I’m suppose to capture everything inside a tag and the next lines after it, but it’s suppose to stop the next time it meets a bracket. What am i doing wrong?
import re #regex
regex = re.compile(r"""
^ # Must start in a newline first
\[\b(.*)\b\] # Get what's enclosed in brackets
\n # only capture bracket if a newline is next
(\b(?:.|\s)*(?!\[)) # should read: anyword that doesn't precede a bracket
""", re.MULTILINE | re.VERBOSE)
haystack = """
[tab1]
this is captured
but this is suppose to be captured too!
@[this should be taken though as this is in the content]
[tab2]
help me
write a better RE
"""
m = regex.findall(haystack)
print m
what im trying to get is:
[(‘tab1’, ‘this is captured\nbut this is suppose to be captured too!\n@[this should be taken though as this is in the content]\n’, ‘[tab2]’,’help me\nwrite a better RE\n’)]
edit:
regex = re.compile(r"""
^ # Must start in a newline first
\[(.*?)\] # Get what's enclosed in brackets
\n # only capture bracket if a newline is next
([^\[]*) # stop reading at opening bracket
""", re.MULTILINE | re.VERBOSE)
this seems to work but it’s also trimming the brackets inside the content.
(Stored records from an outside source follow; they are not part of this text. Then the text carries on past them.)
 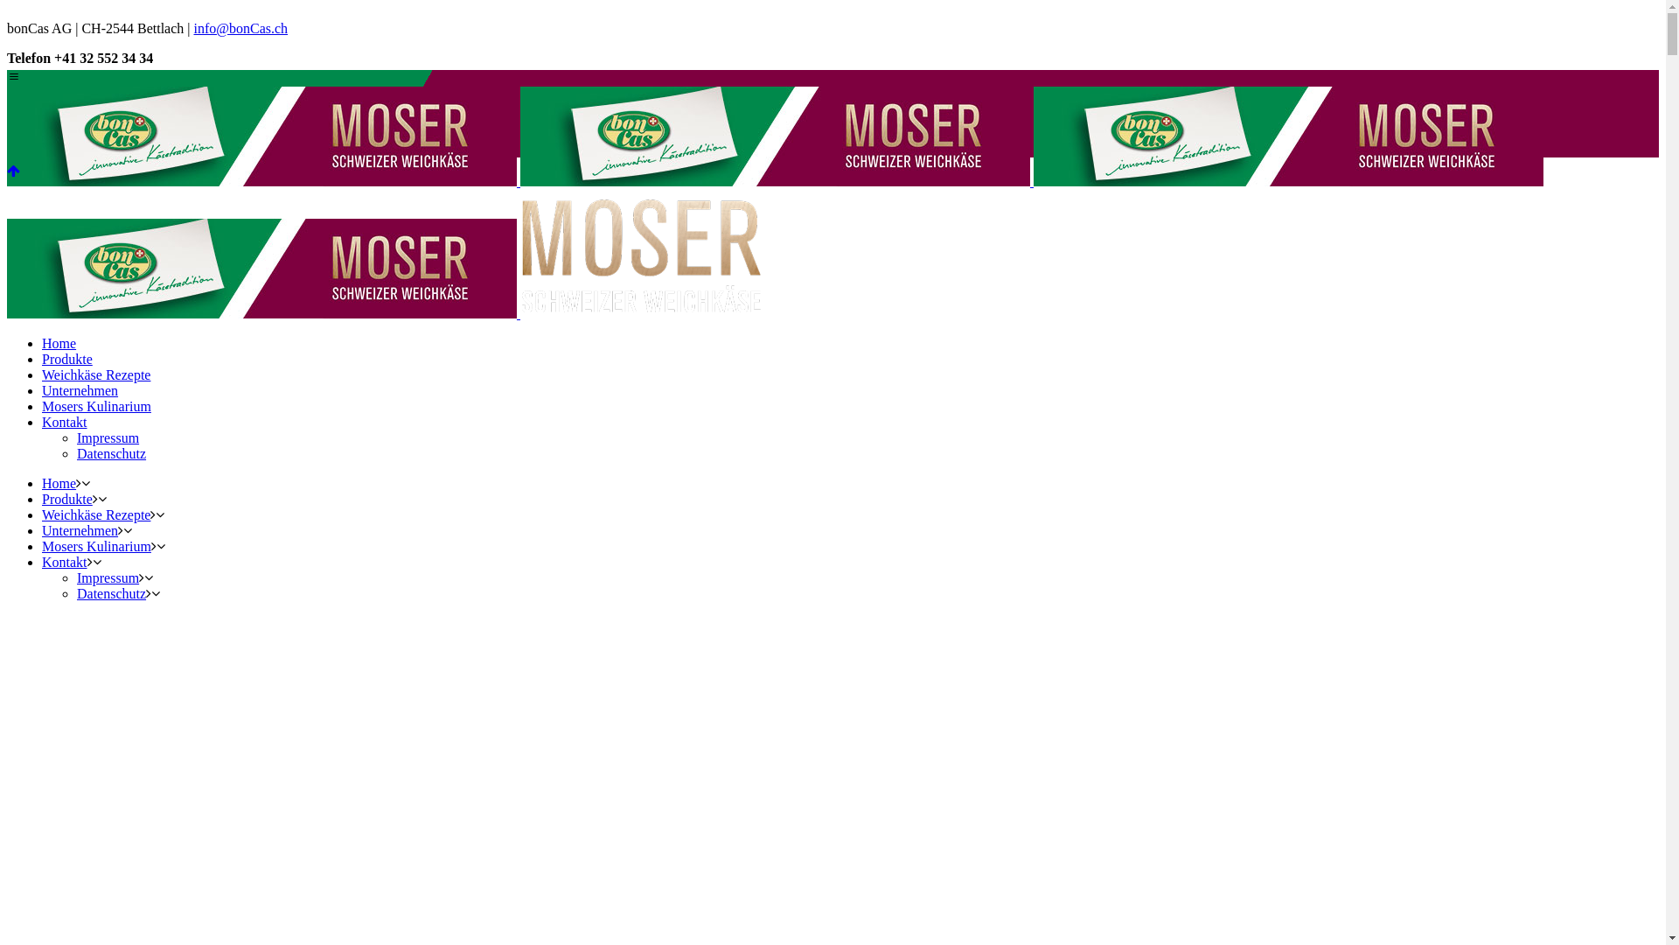 I want to click on Kontakt, so click(x=65, y=422).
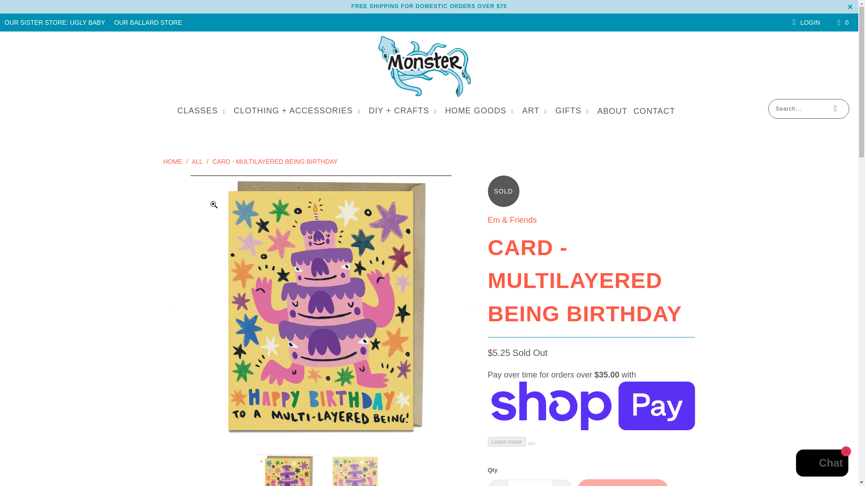 Image resolution: width=865 pixels, height=486 pixels. What do you see at coordinates (424, 68) in the screenshot?
I see `Monster` at bounding box center [424, 68].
Python regex doesn’t support recursion afaik.
EDIT: but in your case this would work:
EDIT 2: yes, it doesn’t work properly.
I do agree with viraptor though. Regex are cool but you can’t check your file for errors with them. A hybrid perhaps? 😛
EDIT 3: That’s because
^character means negative match only inside[^squarebrackets]. Everywhere else it means string start (or line start withre.MULTILINE). There’s no good way for negative string matching in regex, only character.